Senate confirmation hearings for U.S. Supreme Court nominee Samuel Alito began today in Washington, D.C., and they're likely to turn into another political mud-wrestling contest.
It doesn't have to be that way, and it wasn't that way when Senate Republicans scrutinized and approved President Clinton's two liberal high court nominees – Stephen Breyer and Ruth Ginsburg. But some Senate Democrats showed in previous hearings involving the nomination of current Chief Justice John Roberts that they're looking for any excuse – no matter how shallow – to vote against President Bush's nominees to the high court.
Roberts, who made a dazzling appearance before the judiciary committee, ultimately was confirmed, and there's no reason why Alito, who is set to replace retiring Justice Sandra Day O'Connor, won't be as well. But the posturing of both conservative and liberal interest groups on the Alito nomination indicates it will be a long, tough process.
A cautious, conscientious judge, Alito is an unlikely character to generate all the heated sparring that has preceded the confirmation hearings. Luckily for him, Alito starts out with a variety of factors in his favor:
– He was nominated by President Bush, a Republican, and Republicans control the Senate by a 55-45 margin.
– While the Senate is an equal partner in the confirmation process, there is a general presumption that, absent some compelling reason, a nominee will be confirmed. After all, presidents are elected based on their political philosophy, and President Bush campaigned on a promise to nominate judicial conservatives to the courts.
– Alito's performance as a lawyer and judge has been outstanding.
Unfortunately, liberal interest groups are trying to portray Alito as an extremist lunatic, and their political influence cannot be underestimated. Many Democratic senators – Illinois U.S. Sens. Dick Durbin and Barack Obama among them – fell into lockstep opposition against Chief Justice Roberts to avoid incurring the political wrath of the liberal lobbies. Indeed, every Democratic senator mentioned as a presidential candidate or aspiring to party leadership position will oppose Alito, just as they opposed Roberts. The only exception is Wisconsin's U.S. Sen. Russell Feingold, a politician of rare courage and principle.
So the stage is set for another knockdown, dragout fight, the one that was supposed to occur at the Roberts hearings when media reports were predicting that senators like Durbin were going to tear him to shreds. But Roberts was so excellent in his presentation that Democrats were quickly disarmed, frustrated and angry. Now they get another chance to go for the throat of a judicial nominee, and Alito had better be ready.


■ Task prompt: Find the lines in the records below that contain "Help", and report each of them.

■ Study material:

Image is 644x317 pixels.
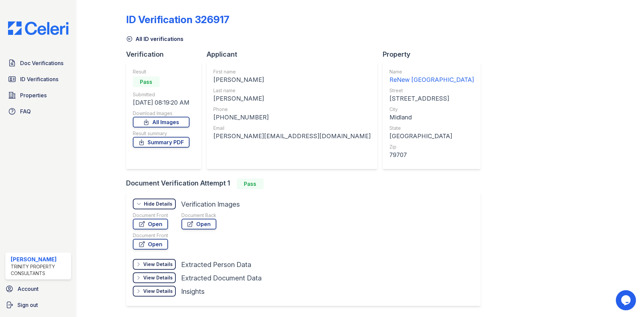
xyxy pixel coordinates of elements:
div: Pass [133,77,160,87]
a: Open [133,219,168,230]
div: Last name [213,87,371,94]
div: [STREET_ADDRESS] [390,94,474,104]
div: Download Images [133,110,189,117]
div: Zip [390,144,474,150]
div: [PERSON_NAME][EMAIL_ADDRESS][DOMAIN_NAME] [213,132,371,141]
a: Sign out [3,298,74,312]
a: Doc Verifications [5,56,71,70]
div: [DATE] 08:19:20 AM [133,98,189,107]
div: Insights [181,287,204,296]
div: Hide Details [144,201,172,208]
div: Email [213,125,371,132]
div: ID Verification 326917 [126,14,229,26]
span: FAQ [20,107,31,116]
a: All Images [133,117,189,128]
div: First name [213,69,371,75]
a: Summary PDF [133,137,189,148]
div: Midland [390,113,474,122]
img: CE_Logo_Blue-a8612792a0a2168367f1c8372b55b34899dd931a85d93a1a3d3e32e68fde9ad4.png [3,21,74,35]
div: Document Verification Attempt 1 [126,179,486,189]
a: FAQ [5,105,71,118]
a: Open [133,239,168,250]
div: View Details [143,274,173,281]
div: Street [390,87,474,94]
a: Name ReNew [GEOGRAPHIC_DATA] [390,69,474,85]
div: State [390,125,474,132]
a: ID Verifications [5,72,71,86]
div: Verification [126,49,207,59]
span: ID Verifications [20,75,58,83]
a: Open [182,219,216,230]
div: [GEOGRAPHIC_DATA] [390,132,474,141]
div: Phone [213,106,371,113]
iframe: chat widget [616,290,637,310]
div: Result summary [133,130,189,137]
div: Document Back [182,212,216,219]
div: View Details [143,288,173,295]
div: View Details [143,261,173,268]
div: Document Front [133,232,168,239]
div: Extracted Document Data [181,274,262,283]
a: Account [3,282,74,296]
div: ReNew [GEOGRAPHIC_DATA] [390,75,474,85]
div: [PERSON_NAME] [213,75,371,85]
div: Result [133,69,189,75]
div: Verification Images [181,200,240,209]
span: Account [18,285,38,293]
div: Applicant [207,49,383,59]
a: All ID verifications [126,35,184,43]
span: Sign out [18,301,38,309]
div: [PERSON_NAME] [213,94,371,104]
div: Pass [237,179,264,189]
div: [PHONE_NUMBER] [213,113,371,122]
div: Property [383,49,486,59]
a: Properties [5,88,71,102]
span: Properties [20,91,47,99]
div: Submitted [133,91,189,98]
div: 79707 [390,150,474,160]
div: [PERSON_NAME] [11,256,69,263]
div: Extracted Person Data [181,260,251,270]
div: Trinity Property Consultants [11,263,69,277]
div: City [390,106,474,113]
div: Document Front [133,212,168,219]
div: Name [390,69,474,75]
span: Doc Verifications [20,59,63,67]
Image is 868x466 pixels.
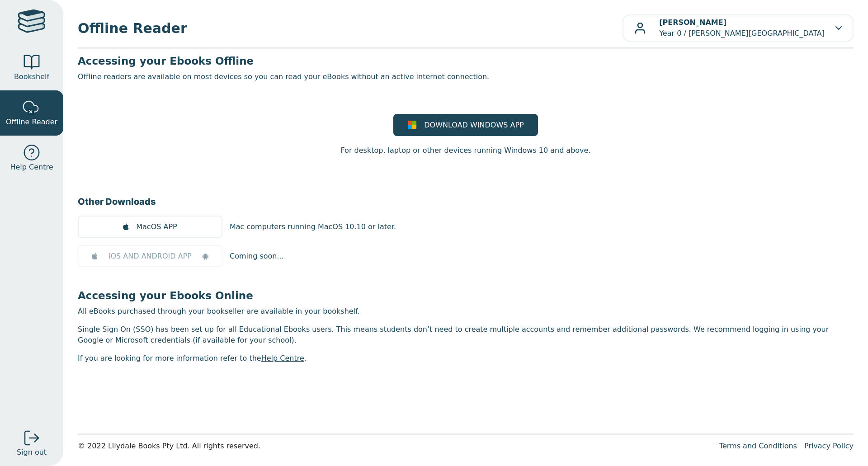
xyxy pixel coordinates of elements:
[804,441,853,450] a: Privacy Policy
[424,120,524,131] span: DOWNLOAD WINDOWS APP
[78,18,622,39] span: Offline Reader
[78,306,853,317] p: All eBooks purchased through your bookseller are available in your bookshelf.
[78,353,853,364] p: If you are looking for more information refer to the .
[10,162,53,173] span: Help Centre
[136,221,177,232] span: MacOS APP
[78,289,853,302] h3: Accessing your Ebooks Online
[78,216,223,238] a: MacOS APP
[17,447,47,458] span: Sign out
[6,117,57,128] span: Offline Reader
[108,251,192,262] span: iOS AND ANDROID APP
[393,114,538,136] a: DOWNLOAD WINDOWS APP
[341,145,590,156] p: For desktop, laptop or other devices running Windows 10 and above.
[78,71,853,82] p: Offline readers are available on most devices so you can read your eBooks without an active inter...
[659,17,824,39] p: Year 0 / [PERSON_NAME][GEOGRAPHIC_DATA]
[230,221,396,232] p: Mac computers running MacOS 10.10 or later.
[78,324,853,346] p: Single Sign On (SSO) has been set up for all Educational Ebooks users. This means students don’t ...
[261,354,304,362] a: Help Centre
[230,251,284,262] p: Coming soon...
[78,441,712,451] div: © 2022 Lilydale Books Pty Ltd. All rights reserved.
[14,71,49,82] span: Bookshelf
[659,18,726,27] b: [PERSON_NAME]
[622,15,853,42] button: [PERSON_NAME]Year 0 / [PERSON_NAME][GEOGRAPHIC_DATA]
[719,441,797,450] a: Terms and Conditions
[78,54,853,68] h3: Accessing your Ebooks Offline
[78,195,853,209] h3: Other Downloads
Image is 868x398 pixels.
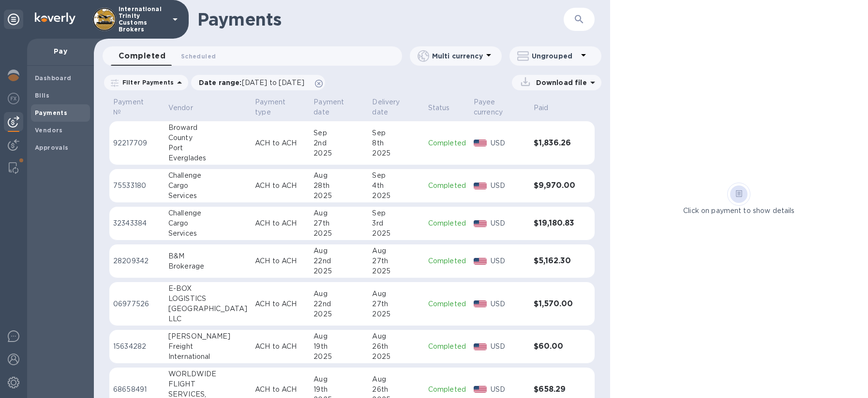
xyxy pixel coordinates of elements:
div: 27th [372,299,420,309]
div: Aug [314,171,365,181]
div: 22nd [314,299,365,309]
div: Date range:[DATE] to [DATE] [191,75,325,91]
span: Payment № [113,97,161,118]
h3: $1,570.00 [534,300,575,309]
span: Status [428,103,463,113]
p: USD [491,384,526,395]
div: 2025 [314,266,365,276]
div: LOGISTICS [169,294,247,304]
div: 8th [372,138,420,148]
p: Multi currency [432,51,483,61]
div: 19th [314,342,365,352]
p: Date range : [199,78,309,87]
div: Services [169,191,247,201]
div: 2025 [372,352,420,362]
div: Brokerage [169,261,247,271]
span: Scheduled [181,51,216,62]
h3: $9,970.00 [534,181,575,190]
div: 26th [372,384,420,395]
p: 92217709 [113,138,161,148]
img: USD [474,139,487,146]
div: 2025 [314,309,365,319]
div: E-BOX [169,284,247,294]
span: Payment date [314,97,365,118]
img: USD [474,221,487,227]
img: Logo [35,13,75,24]
p: Filter Payments [119,79,173,87]
div: 2025 [372,148,420,158]
div: Aug [314,374,365,384]
p: Completed [428,181,466,191]
div: 2025 [372,229,420,239]
p: Completed [428,384,466,395]
div: Aug [372,332,420,342]
span: Payment type [255,97,306,118]
p: USD [491,342,526,352]
div: 2025 [372,266,420,276]
p: ACH to ACH [255,384,306,395]
b: Vendors [35,127,63,134]
div: Cargo [169,219,247,229]
div: Sep [372,208,420,219]
span: [DATE] to [DATE] [242,79,304,87]
div: Broward [169,123,247,133]
div: Aug [314,246,365,256]
div: [PERSON_NAME] [169,332,247,342]
div: 26th [372,342,420,352]
p: ACH to ACH [255,256,306,266]
p: 32343384 [113,219,161,229]
div: LLC [169,314,247,324]
h1: Payments [197,9,564,30]
div: Port [169,143,247,153]
div: Sep [314,128,365,138]
p: 75533180 [113,181,161,191]
div: Aug [314,332,365,342]
span: Payee currency [474,97,526,118]
div: 28th [314,181,365,191]
div: Aug [372,374,420,384]
span: Paid [534,103,561,113]
img: USD [474,386,487,393]
p: USD [491,138,526,148]
h3: $19,180.83 [534,219,575,228]
div: 2025 [314,229,365,239]
img: USD [474,301,487,307]
span: Completed [119,49,165,63]
p: 06977526 [113,299,161,309]
p: Completed [428,219,466,229]
h3: $1,836.26 [534,139,575,148]
div: B&M [169,251,247,261]
p: Payee currency [474,97,514,118]
p: Paid [534,103,549,113]
p: Delivery date [372,97,407,118]
div: FLIGHT [169,380,247,390]
p: Pay [35,47,86,56]
div: 2nd [314,138,365,148]
b: Approvals [35,144,68,152]
img: USD [474,183,487,190]
div: 3rd [372,219,420,229]
p: 68658491 [113,384,161,395]
div: 2025 [372,309,420,319]
div: Everglades [169,153,247,163]
h3: $5,162.30 [534,257,575,266]
div: Aug [372,246,420,256]
div: Aug [314,208,365,219]
div: Sep [372,171,420,181]
p: Ungrouped [532,51,578,61]
p: Click on payment to show details [683,206,795,216]
div: International [169,352,247,362]
b: Payments [35,109,67,116]
div: [GEOGRAPHIC_DATA] [169,304,247,314]
div: Services [169,229,247,239]
b: Dashboard [35,74,72,82]
p: USD [491,219,526,229]
p: 15634282 [113,342,161,352]
p: International Trinity Customs Brokers [119,6,167,33]
img: USD [474,258,487,265]
div: 4th [372,181,420,191]
p: USD [491,181,526,191]
div: 2025 [314,352,365,362]
p: Completed [428,256,466,266]
p: Download file [533,78,587,87]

■ Answer for this exercise:
[10,162,53,173] span: Help Centre
[261,354,304,362] a: Help Centre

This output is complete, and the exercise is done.